Researchers now say that self exams often lead to unnecessary biopsies. In other words, if the self exams turn up what looks like a lump, the woman and doctor don't want to ignore the lump so the woman gets a biopsy that turns out to be unnecessary. Even worse, TIME points out:

A benchmark study from 1998, published in the Journal of Public Health Medicine, indicates that five months after a benign surgical biopsy, 61% of women still struggled with symptoms of anxiety and psychological distress, including trouble sleeping, change in appetite and a general malaise fueled by thoughts of breast cancer.

This new study was based on women in China and Russia, but it is far from the first to recommend less emphasis on self exams. I recommend this thoughtful and calming story from US News & World Report about the new study and what it means.

Let's face it. The new findings about breast self-exams contradict conventional wisdom and advice, but they are in line with emerging thought about self exams.

You might recall that about five years ago, the American Cancer Society stopped recommending that all women do breast self-exams monthly and instead called self exams optional.

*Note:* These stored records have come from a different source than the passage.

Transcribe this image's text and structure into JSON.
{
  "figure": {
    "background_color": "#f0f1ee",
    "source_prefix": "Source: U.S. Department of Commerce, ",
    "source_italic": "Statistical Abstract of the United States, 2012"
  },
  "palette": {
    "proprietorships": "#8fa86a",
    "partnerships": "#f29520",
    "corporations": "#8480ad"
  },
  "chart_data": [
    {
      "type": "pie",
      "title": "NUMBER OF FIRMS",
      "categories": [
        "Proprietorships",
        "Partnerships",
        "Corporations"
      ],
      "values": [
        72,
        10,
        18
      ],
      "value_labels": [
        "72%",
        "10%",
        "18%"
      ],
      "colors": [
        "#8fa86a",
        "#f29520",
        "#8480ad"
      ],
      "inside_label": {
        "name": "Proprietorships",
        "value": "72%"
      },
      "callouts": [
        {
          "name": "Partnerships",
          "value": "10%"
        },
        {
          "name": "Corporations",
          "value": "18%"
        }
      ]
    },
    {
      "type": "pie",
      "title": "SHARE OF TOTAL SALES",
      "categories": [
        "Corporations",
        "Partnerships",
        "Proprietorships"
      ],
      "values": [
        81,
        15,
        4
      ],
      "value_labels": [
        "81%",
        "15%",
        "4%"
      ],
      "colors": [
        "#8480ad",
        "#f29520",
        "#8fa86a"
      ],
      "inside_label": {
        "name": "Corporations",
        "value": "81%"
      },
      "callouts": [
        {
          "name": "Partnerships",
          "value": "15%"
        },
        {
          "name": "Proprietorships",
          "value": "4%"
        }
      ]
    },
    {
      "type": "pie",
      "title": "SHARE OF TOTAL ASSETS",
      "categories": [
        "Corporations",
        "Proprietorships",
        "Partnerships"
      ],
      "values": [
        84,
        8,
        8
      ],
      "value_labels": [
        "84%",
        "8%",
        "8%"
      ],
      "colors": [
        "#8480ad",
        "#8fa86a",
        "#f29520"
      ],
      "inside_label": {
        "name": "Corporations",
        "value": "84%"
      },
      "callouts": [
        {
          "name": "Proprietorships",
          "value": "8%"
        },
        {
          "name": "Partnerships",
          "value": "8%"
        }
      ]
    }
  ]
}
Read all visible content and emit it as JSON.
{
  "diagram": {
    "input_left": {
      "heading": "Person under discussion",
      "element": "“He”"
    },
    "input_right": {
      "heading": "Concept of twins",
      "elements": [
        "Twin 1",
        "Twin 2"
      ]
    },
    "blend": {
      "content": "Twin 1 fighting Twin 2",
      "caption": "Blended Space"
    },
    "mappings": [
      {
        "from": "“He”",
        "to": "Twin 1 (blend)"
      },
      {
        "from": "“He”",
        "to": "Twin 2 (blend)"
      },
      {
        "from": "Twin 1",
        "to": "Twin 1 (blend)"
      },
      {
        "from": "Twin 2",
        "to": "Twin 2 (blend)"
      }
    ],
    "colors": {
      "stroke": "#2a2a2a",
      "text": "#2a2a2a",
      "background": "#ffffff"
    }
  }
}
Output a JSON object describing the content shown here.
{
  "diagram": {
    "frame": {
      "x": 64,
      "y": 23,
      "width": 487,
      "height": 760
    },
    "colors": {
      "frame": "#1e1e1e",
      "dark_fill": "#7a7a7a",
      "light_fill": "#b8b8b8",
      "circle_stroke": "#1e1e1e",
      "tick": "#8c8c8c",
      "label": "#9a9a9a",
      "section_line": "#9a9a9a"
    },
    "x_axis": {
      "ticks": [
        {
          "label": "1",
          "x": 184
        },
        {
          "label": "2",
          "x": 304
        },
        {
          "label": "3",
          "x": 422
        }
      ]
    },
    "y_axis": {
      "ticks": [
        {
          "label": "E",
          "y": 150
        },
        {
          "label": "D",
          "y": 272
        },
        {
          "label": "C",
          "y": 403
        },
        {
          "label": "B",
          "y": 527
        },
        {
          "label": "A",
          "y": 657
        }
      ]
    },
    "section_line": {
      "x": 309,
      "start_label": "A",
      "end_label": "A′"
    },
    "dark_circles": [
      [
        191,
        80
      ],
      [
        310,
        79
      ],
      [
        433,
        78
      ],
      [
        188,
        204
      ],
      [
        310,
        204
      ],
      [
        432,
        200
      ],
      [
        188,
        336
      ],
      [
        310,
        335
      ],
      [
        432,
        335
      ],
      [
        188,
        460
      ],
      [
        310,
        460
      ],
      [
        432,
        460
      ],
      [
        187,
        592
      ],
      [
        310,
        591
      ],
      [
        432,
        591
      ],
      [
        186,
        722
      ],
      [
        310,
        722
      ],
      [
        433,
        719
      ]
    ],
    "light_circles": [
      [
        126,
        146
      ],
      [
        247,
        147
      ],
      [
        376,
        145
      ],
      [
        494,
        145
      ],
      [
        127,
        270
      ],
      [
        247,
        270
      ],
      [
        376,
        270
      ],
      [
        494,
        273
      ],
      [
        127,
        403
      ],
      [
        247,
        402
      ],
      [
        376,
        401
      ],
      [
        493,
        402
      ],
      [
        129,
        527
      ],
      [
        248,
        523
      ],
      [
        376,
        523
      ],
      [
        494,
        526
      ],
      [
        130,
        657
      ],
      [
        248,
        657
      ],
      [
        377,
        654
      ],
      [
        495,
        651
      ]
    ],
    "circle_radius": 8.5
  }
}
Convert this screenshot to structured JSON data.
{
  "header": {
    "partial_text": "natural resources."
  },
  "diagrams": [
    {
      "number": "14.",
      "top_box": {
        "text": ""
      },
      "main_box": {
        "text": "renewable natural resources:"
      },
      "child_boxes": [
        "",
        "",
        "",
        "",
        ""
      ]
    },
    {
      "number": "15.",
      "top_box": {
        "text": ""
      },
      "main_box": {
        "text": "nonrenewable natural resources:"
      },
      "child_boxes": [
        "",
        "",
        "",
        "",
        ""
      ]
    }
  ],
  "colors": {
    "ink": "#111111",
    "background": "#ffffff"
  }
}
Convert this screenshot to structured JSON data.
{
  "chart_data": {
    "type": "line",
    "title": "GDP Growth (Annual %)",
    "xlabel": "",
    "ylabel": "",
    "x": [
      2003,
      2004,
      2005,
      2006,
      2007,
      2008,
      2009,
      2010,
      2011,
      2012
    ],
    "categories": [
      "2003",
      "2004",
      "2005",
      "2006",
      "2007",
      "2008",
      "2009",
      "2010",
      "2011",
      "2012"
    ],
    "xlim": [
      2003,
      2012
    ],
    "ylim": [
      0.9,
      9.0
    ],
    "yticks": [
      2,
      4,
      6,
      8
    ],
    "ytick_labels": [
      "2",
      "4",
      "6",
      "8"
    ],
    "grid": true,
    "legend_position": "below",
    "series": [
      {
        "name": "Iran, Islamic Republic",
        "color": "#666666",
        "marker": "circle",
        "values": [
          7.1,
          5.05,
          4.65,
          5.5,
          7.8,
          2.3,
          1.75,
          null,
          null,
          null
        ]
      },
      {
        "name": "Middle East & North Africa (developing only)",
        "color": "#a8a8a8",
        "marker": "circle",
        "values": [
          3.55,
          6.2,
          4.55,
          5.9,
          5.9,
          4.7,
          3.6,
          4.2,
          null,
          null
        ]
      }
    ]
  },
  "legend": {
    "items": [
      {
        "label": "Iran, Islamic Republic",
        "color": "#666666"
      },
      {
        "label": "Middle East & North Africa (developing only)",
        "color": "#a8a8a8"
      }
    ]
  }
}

The society pointed out, however, that while self exams turn up a lot of false alarms and they have not been proven to reduce the risk of cancer, they might still make sense in populations that have known cancer risks.

So what should women do? The American Cancer Society recommends:

Mammogram: Women age 40 and older should have a mammogram every year and should continue to do so for as long as they are in good health. While mammograms can miss some cancers, they are still a very good way to find breast cancer.

Clinical breast exam: Women in their 20s and 30s should have a clinical breast exam (CBE) as part of a regular exam by a health expert, preferably every 3 years. After age 40, women should have a breast exam by a health expert every year. It might be a good idea to have the CBE shortly before the mammogram. You can use the exam to learn what your own breasts feel like.

Breast self-exam (BSE): BSE is an option for women starting in their 20s. Women should be told about the benefits and limitations of BSE. Women should report any changes in how their breasts look or feel to their health professional right away.

If you decide to do BSE, you should have your doctor or nurse check your method to make sure you are doing it right. If you do BSE on a regular basis, you get to know how your breasts normally look and feel. Then you can more easily notice changes. But it’s OK not to do BSE or not to do it on a fixed schedule.

The most important thing is to see your doctor right away if you notice any of these changes: a lump or swelling, skin irritation or dimpling, nipple pain or the nipple turning inward, redness or scaliness of the nipple or breast skin, or a discharge other than breast milk. But remember that most of the time these breast changes are not cancer.

How did this whole self exam push begin anyway? An Australian study says it may just be that researchers found that women believed breast cancer was so serious that they would not do self examinations if the exams were going to turn up bad news. So the researchers started pushing early detection as the only hope. One step in early detection was self examination followed by mammograms, even though self examinations had not been clinically proven effective.

One reason self exams are so ineffective is because women do not know what they are feeling for. A bNet article points out:

But as Dr. Susan Love notes in her comprehensive book on breast cancer, `Unfortunately, women are rarely given the proper information about BSE, and the misinformation often leads to unnecessary anxiety." She states that the lump a woman is looking for will be at least "a centimeter or two, almost an inch, or the size of grape," and will be persistent and unchanging. She explains that "beebee" sized things are almost never early cancer because at that stage a cancer has not developed the "fibrous, scarlike tissue" which forms around it which together with the cancer "makes up the palpable lump."

Cancer.org's breast cancer resource page is worth a look.

Links from that page include:
"What Causes Breast Cancer?"
"Can Breast Cancer Be Prevented?"
"How Is Breast Cancer Found?"
 "If Breast Cancer Is Suspected"
"After the Tests: Staging"

Use this Web site to send yourself a reminder to get a mammogram.